The trend is alarming - the media is concentrating in fewer and fewer hands every day it seems. And the owners are the same big guys who chum around on boards and in secret clubs with the big money industries that get all the favorable press coverage.

The influence on our information consumption is ghastly. And we have to wake up to that.

Today on Thinking with Somebody Else's Head, Media Literacy.

Well, maybe for you this report will be old news. I have the distinct impression that you who listen to Thinking with Somebody Else's Head are not unconscious consumers of media. You look around, you seek out the alternative views, you pay attention to dissident points of view and you don't buy in to the bill of goods they're trying to sell us in what passes for most news coverage these days.

But maybe there'll still be some statistics here to surprise you. I hope so anyway, because I believe that this issue of media influence, like political influence, being driven by the most powerful lobby groups and the dominant profit makers in our savagely capitalistic world, is one of the fundamental issues of our time.
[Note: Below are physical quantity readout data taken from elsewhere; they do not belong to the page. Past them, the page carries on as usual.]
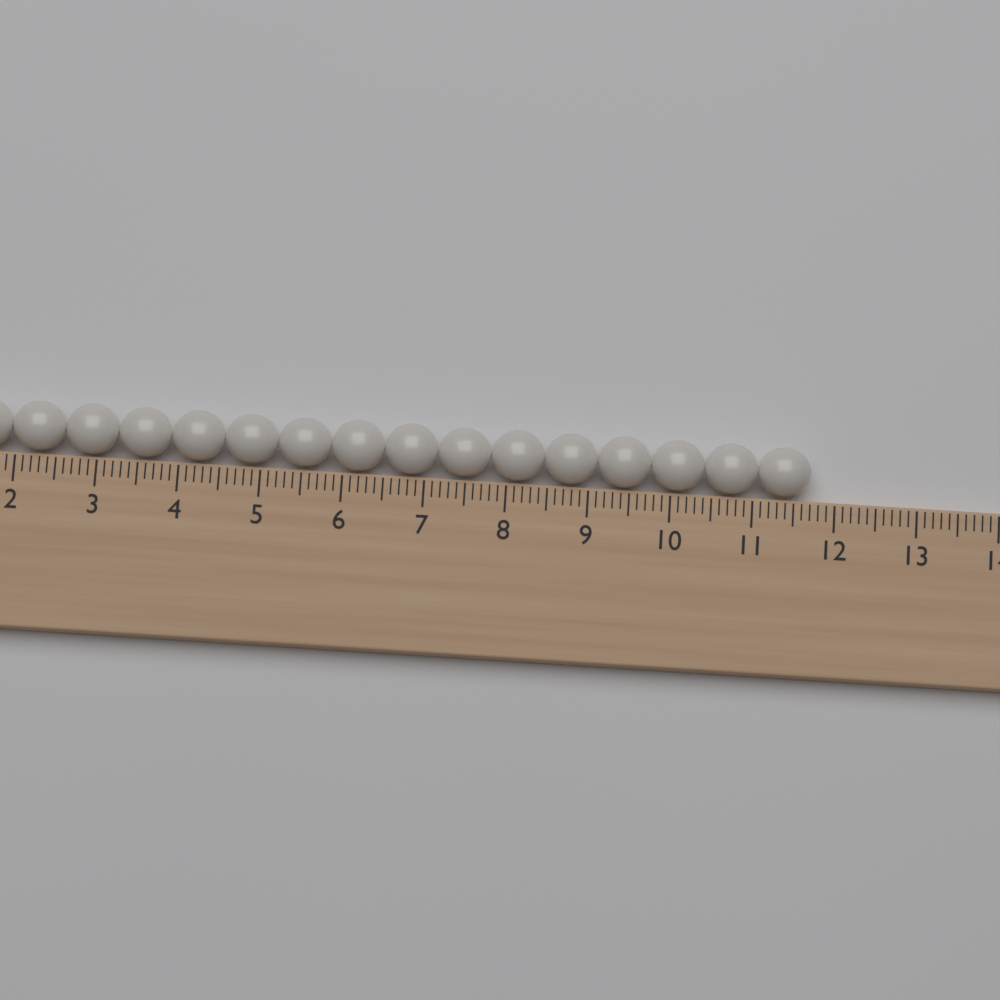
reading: 11.7 (no unit)
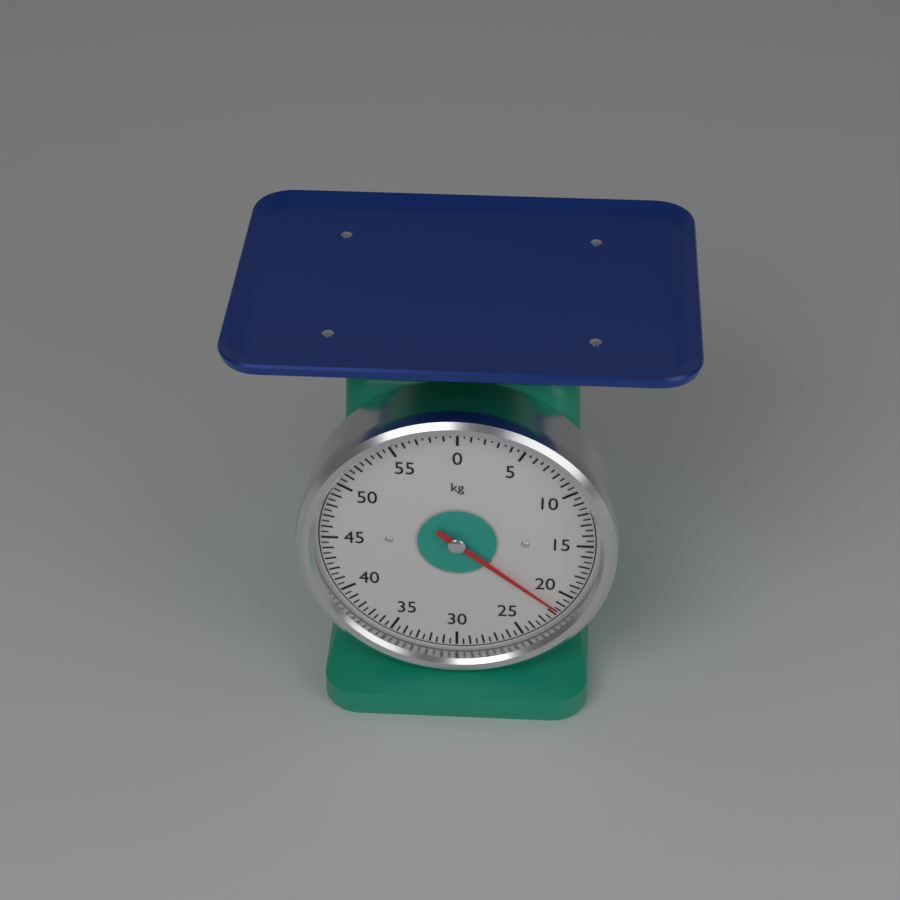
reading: 21.5 kg
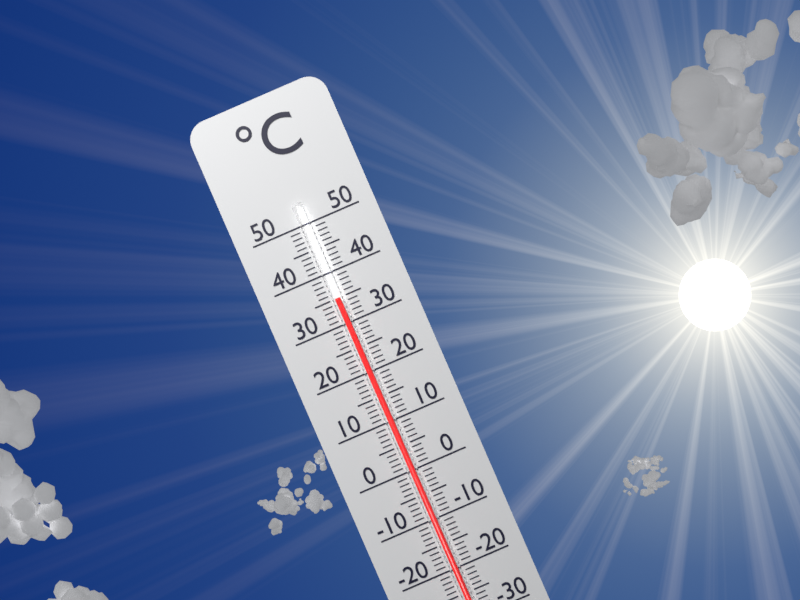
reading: 35 °C
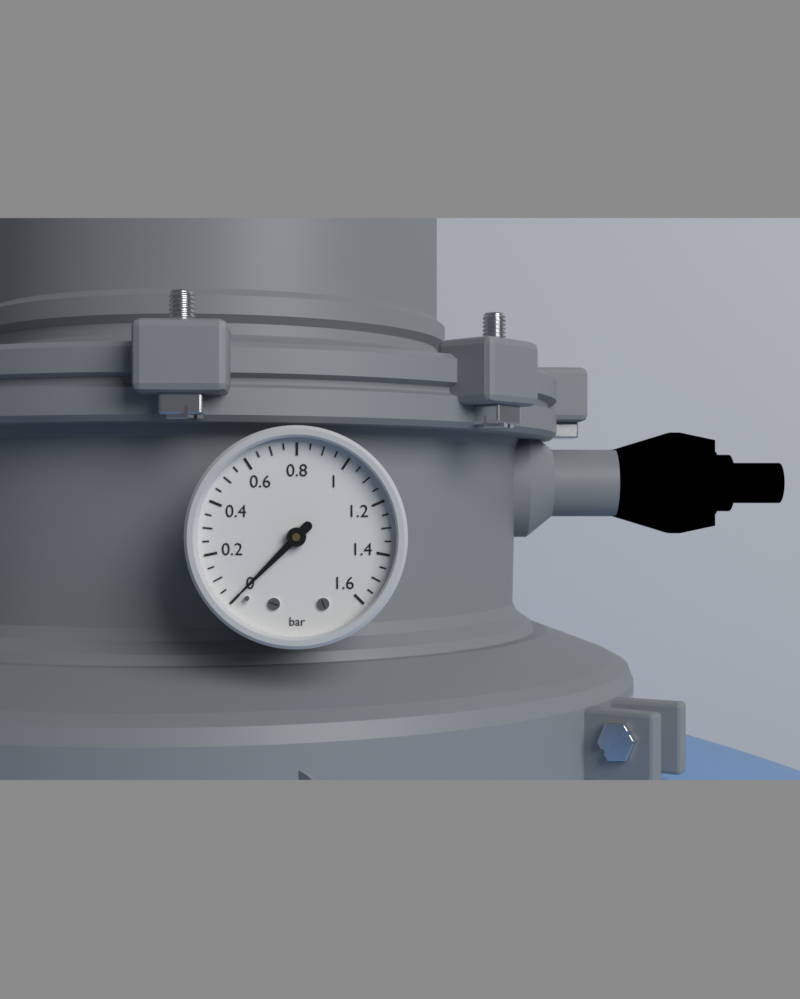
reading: 0.00 bar
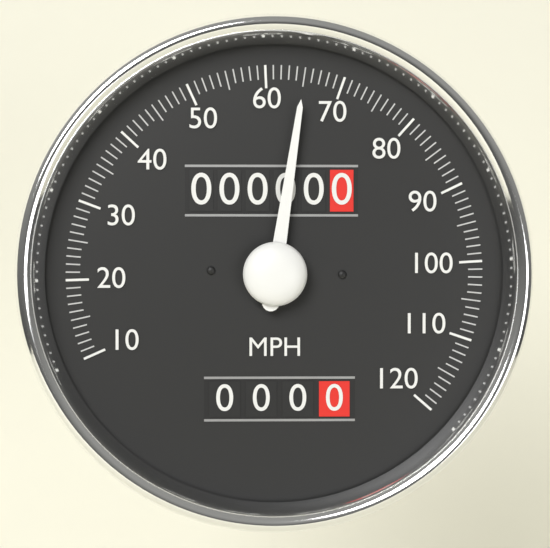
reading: 65 MPH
However, media criticism is as thick as the blackflies a Lake Manitou in Northern Ontario. And anyone with any capacity for independent thought knows enough to be somewhat wary. Still I don't think many people know the enormity of the problem yet. And here again, Dr. Norberto Keppe's science of Analytical Trilogy can provide an insightful and in-depth analysis.

I was explaining in a recent teleclass how North America is a perfect breeding ground for the vast expansion of the military-industrial-pharmaceutical complex, which has taken root so strongly in no small part because of substantial spreading of its message by a mercenary and controlled media. The entrenchment of this destructive joint cartel has been possible in North America and around the world in varying degrees because of a psychological condition called "exteriorization."

And this means the tendency to see our problems outside. If our disease comes from germs, we need the drug companies, who prey on that fear to make outrageous profits and sell vaccines and drugs by the ton. If the problem is terrorists, we need huge military spending to protect ourselves from those fanatics lurking behind every closed door. So we North Americans are a perfect market for selling things to protect us from the outside.

Keppe's work is truly psychological in returning the human being to the true source of our difficulties and solutions: inside the psychological life of the human being. And by doing that, our society begins to change, too, and reflects this more mature interiorized wisdom.

This, I can assure you, is being understood here in Brazil better than in any philosophical or spiritual or psychological orientation in the world today. As always, I'm available to steer you in the right direction if you'd like to learn more. rich@richjonesvoice.com for your comments and questions.

Today, media professional Susan Berkley joins me from New York to improve our media literacy.